Jonathan Alter of Newsweek doesn’t understand why voters aren’t lining up to praise the president.

With Wall Street reform added to health care, President Obama is now
two-for-two on his major domestic initiatives. If you include big bills
expanding college loans and cracking down on credit-card companies
(further strengthened in the new Dodd-Frank financial legislation), he?s
four-for-four. Throw in the Recovery Act, which included more public
investment than even Franklin Roosevelt managed in his first year, and a
half dozen other meaty bills and you?ve got a legislative record that?s
already historic. Oh, and Obama (with Ben Bernanke) prevented another
Great Depression, then got almost all the bailout money back.

Perhaps if Alter flipped a couple of pages in his own magazine, he’d learn from fellow left-leaning columnist Howard Fineman‘s more level-headed assessment, which focuses on the response of independent male voters, or “indie men.”

The Democrats? support among this group has fallen to as low as 35
percent in some polls. The reasons are clear. They do not believe that
Obama?s actions have produced results?and for these practical voters,
nothing else matters. The $787 billion stimulus bill is widely regarded
as an expensive, unfocused dud, even when measured against the cautious
claims the Obama camp originally made for it. Health-care reform
remains, for most voters, a 2,000-page, impenetrable, and largely
irrelevant mystery. The BP oil spill has hurt Obama?s ability to fend
off GOP charges that he?s ineffective as a leader.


Description of the task: Each line from the one with "The width and" through the last line below must be written out exactly. Do not copy pictures.

(Pixel coordinate grounding data)

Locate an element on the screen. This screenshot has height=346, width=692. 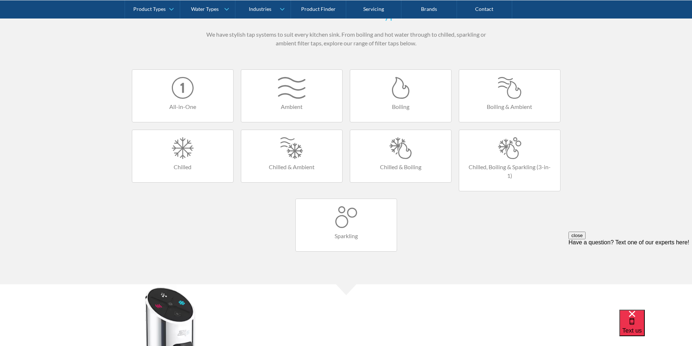
h4: Chilled, Boiling & Sparkling (3-in-1) is located at coordinates (510, 171).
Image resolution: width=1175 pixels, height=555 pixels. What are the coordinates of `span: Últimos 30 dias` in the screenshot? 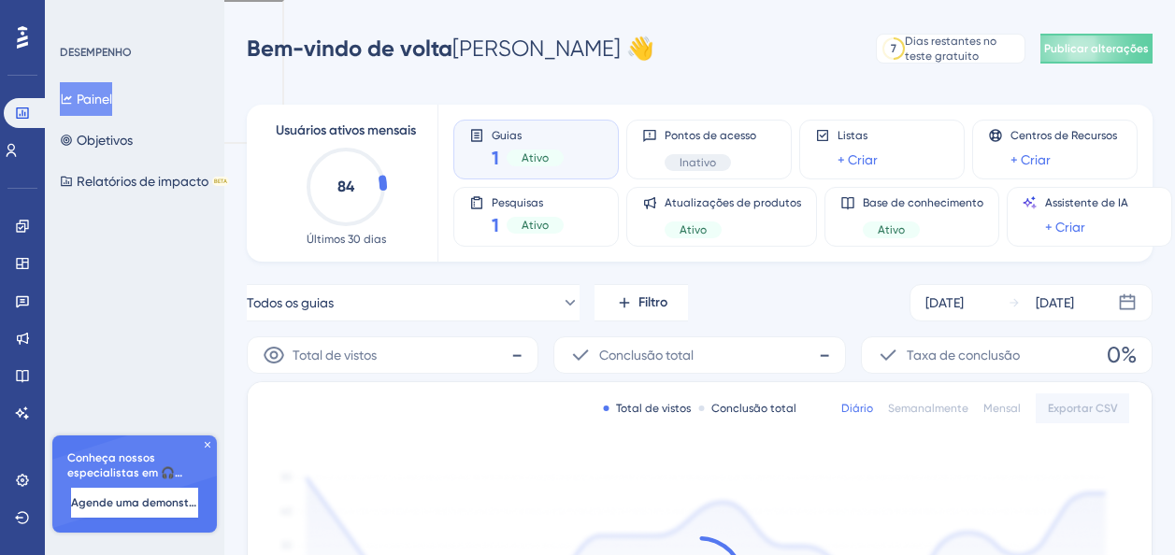 It's located at (346, 239).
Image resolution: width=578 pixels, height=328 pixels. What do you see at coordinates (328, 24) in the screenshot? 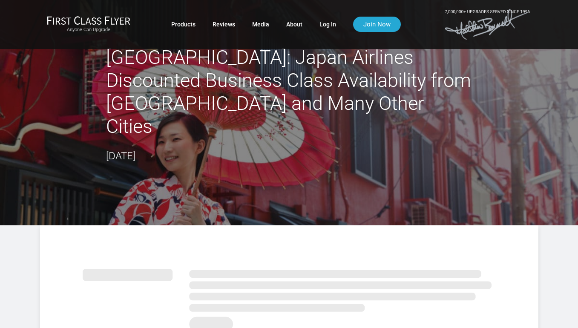
I see `a: Log In` at bounding box center [328, 24].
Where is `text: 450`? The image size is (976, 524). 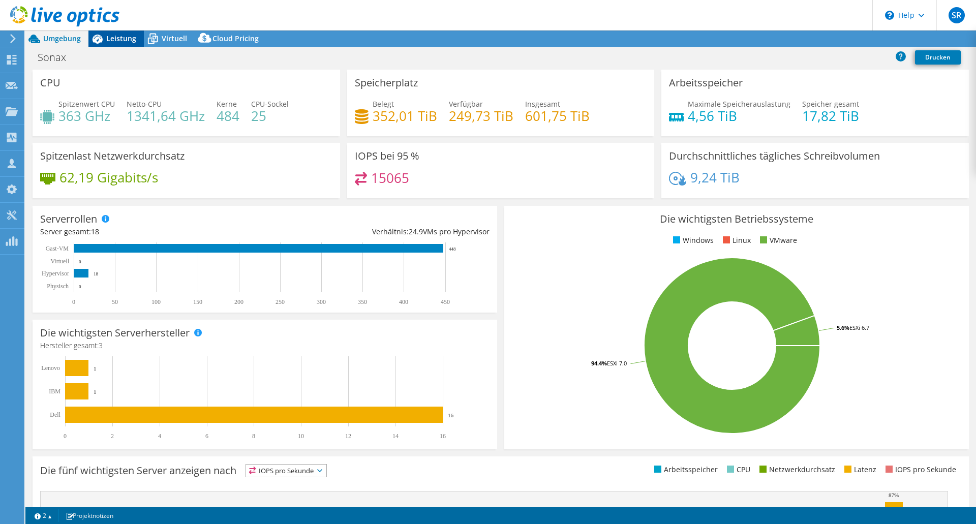 text: 450 is located at coordinates (445, 302).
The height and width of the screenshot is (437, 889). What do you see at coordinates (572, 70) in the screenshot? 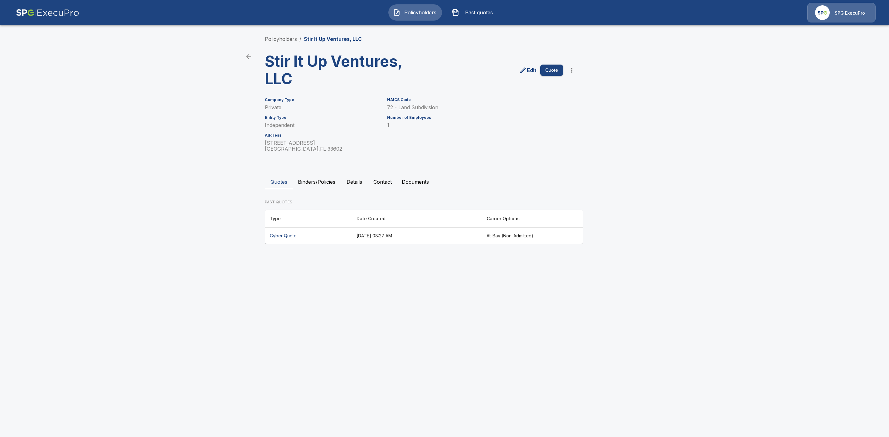
I see `button: more` at bounding box center [572, 70].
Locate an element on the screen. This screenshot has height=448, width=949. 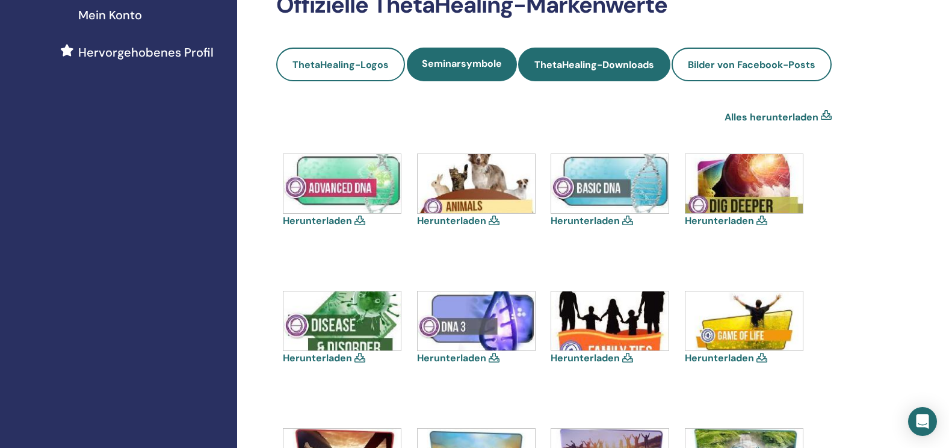
span: Hervorgehobenes Profil is located at coordinates (146, 52).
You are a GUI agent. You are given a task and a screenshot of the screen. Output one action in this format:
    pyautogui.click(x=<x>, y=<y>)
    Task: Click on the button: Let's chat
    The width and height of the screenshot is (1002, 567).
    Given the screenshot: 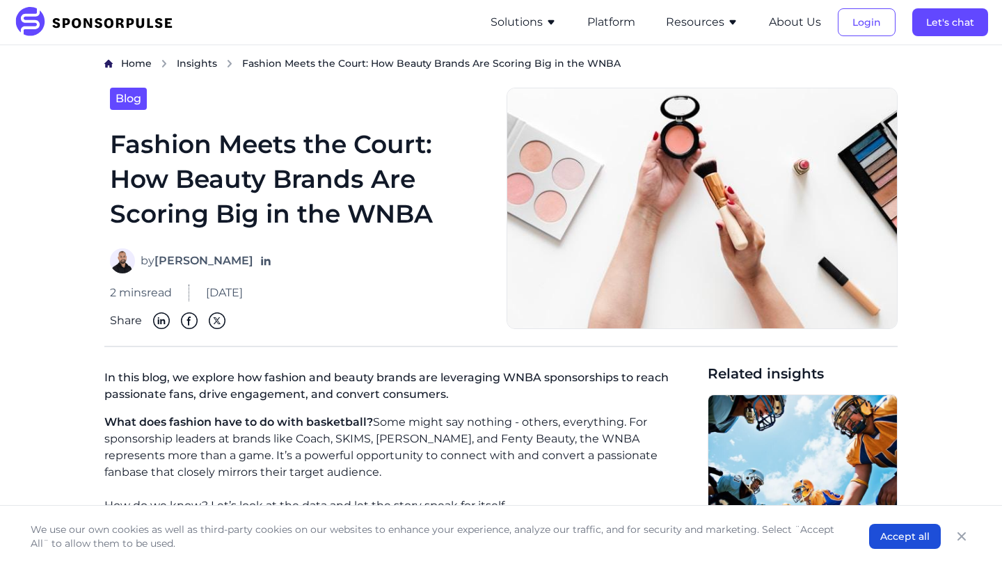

Solution:
    The width and height of the screenshot is (1002, 567).
    Given the screenshot: 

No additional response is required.